OLIVIA
The incremented tube of the ventilator snakes down her throat
as though a tree has already taken root through her body,
or a lightning bolt, searching for her core. I grip the rail of the hospital bed
until my knuckles turn white, finally brave enough to clasp her hand. She is not awake
to tell me not to, and it feels like abusing the dead, cradling her
diaphoretic hand in my own, the cool sheen of sweat
on her wrist, that I rotate to see the tattoo that I only ever saw in pictures,
the golden roots of her hair, glinting like foil beneath the fluorescent lights,
the arch of her eyebrows, that I realize mirror my own. Cousin,
your mother sits on the opposite side of the bed, and I want to ask her if dead is better
than gay. But the open shell of your ear waits, curled like a question mark,
and I know you would not want me to speak to your mother that way.
Instead, I hold your fingers that will never play basketball,
or hold your girlfriend's hand, again. I count your breaths,
your chest heaving with wind forced by the ventilator. I imagine your bronchioles
as tree branches, stretching upwards like open hands,
the blood in your capillaries jolted forward by the clatter of your heart,
like a train that starts and stops, that you stepped off when I looked away
Amanda L is a 28 year old poet from Lake Worth FL. Her work has been featured or is forthcoming in issues of Levee Magazine, Sky Island Journal, Pine Row Press, and others.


When a line in the records contains the string "Percentage", copy that line.

▶ **Exercise materials**:
===

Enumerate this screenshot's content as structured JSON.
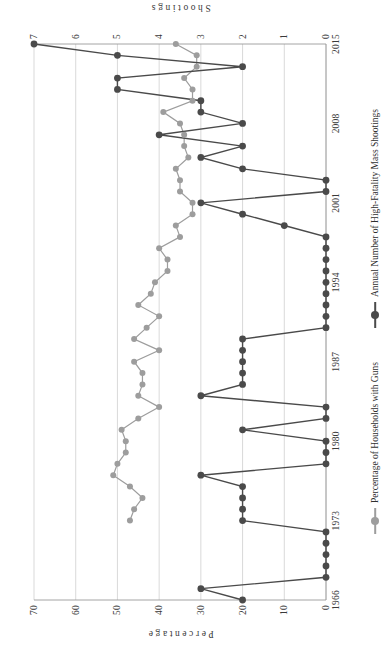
{
  "chart_data": {
    "type": "line",
    "title": "",
    "orientation": "rotated-90",
    "x": [
      1966,
      1967,
      1968,
      1969,
      1970,
      1971,
      1972,
      1973,
      1974,
      1975,
      1976,
      1977,
      1978,
      1979,
      1980,
      1981,
      1982,
      1983,
      1984,
      1985,
      1986,
      1987,
      1988,
      1989,
      1990,
      1991,
      1992,
      1993,
      1994,
      1995,
      1996,
      1997,
      1998,
      1999,
      2000,
      2001,
      2002,
      2003,
      2004,
      2005,
      2006,
      2007,
      2008,
      2009,
      2010,
      2011,
      2012,
      2013,
      2014,
      2015
    ],
    "xlabel": "",
    "xticks": [
      1966,
      1973,
      1980,
      1987,
      1994,
      2001,
      2008,
      2015
    ],
    "grid": true,
    "legend_position": "bottom",
    "series": [
      {
        "name": "Percentage of Households with Guns",
        "axis": "left",
        "color": "#9d9d9d",
        "marker": "circle",
        "ylabel": "Percentage",
        "ylim": [
          0,
          70
        ],
        "yticks": [
          0,
          10,
          20,
          30,
          40,
          50,
          60,
          70
        ],
        "values": [
          null,
          null,
          null,
          null,
          null,
          null,
          null,
          47,
          46,
          44,
          47,
          51,
          50,
          48,
          48,
          49,
          45,
          40,
          45,
          44,
          44,
          46,
          40,
          46,
          43,
          40,
          45,
          42,
          41,
          38,
          38,
          40,
          35,
          36,
          32,
          32,
          35,
          35,
          36,
          33,
          34,
          34,
          35,
          39,
          32,
          32,
          34,
          31,
          31,
          36
        ]
      },
      {
        "name": "Annual Number of High-Fatality Mass Shootings",
        "axis": "right",
        "color": "#4a4a4a",
        "marker": "circle",
        "ylabel": "Shootings",
        "ylim": [
          0,
          7
        ],
        "yticks": [
          0,
          1,
          2,
          3,
          4,
          5,
          6,
          7
        ],
        "values": [
          2,
          3,
          0,
          0,
          0,
          0,
          0,
          2,
          2,
          2,
          2,
          3,
          0,
          0,
          0,
          2,
          0,
          0,
          3,
          2,
          2,
          2,
          2,
          2,
          0,
          0,
          0,
          0,
          0,
          0,
          0,
          0,
          0,
          1,
          2,
          3,
          0,
          0,
          2,
          3,
          2,
          4,
          2,
          3,
          3,
          5,
          5,
          2,
          5,
          7
        ]
      }
    ]
  },
  "axes": {
    "left": {
      "title": "Percentage",
      "ticks": [
        "0",
        "10",
        "20",
        "30",
        "40",
        "50",
        "60",
        "70"
      ]
    },
    "right": {
      "title": "Shootings",
      "ticks": [
        "0",
        "1",
        "2",
        "3",
        "4",
        "5",
        "6",
        "7"
      ]
    },
    "bottom": {
      "ticks": [
        "1966",
        "1973",
        "1980",
        "1987",
        "1994",
        "2001",
        "2008",
        "2015"
      ]
    }
  },
  "legend": {
    "items": [
      {
        "label": "Percentage of Households with Guns",
        "color": "#9d9d9d"
      },
      {
        "label": "Annual Number of High-Fatality Mass Shootings",
        "color": "#4a4a4a"
      }
    ]
  },
  "colors": {
    "grid": "#cfcfcf",
    "axis": "#9a9a9a",
    "guns_line": "#9d9d9d",
    "shootings_line": "#4a4a4a",
    "text": "#3a3a3a",
    "background": "#ffffff"
  }
}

===

▶ **Expected output**:
        "name": "Percentage of Households with Guns",
        "ylabel": "Percentage",
      "title": "Percentage",
        "label": "Percentage of Households with Guns",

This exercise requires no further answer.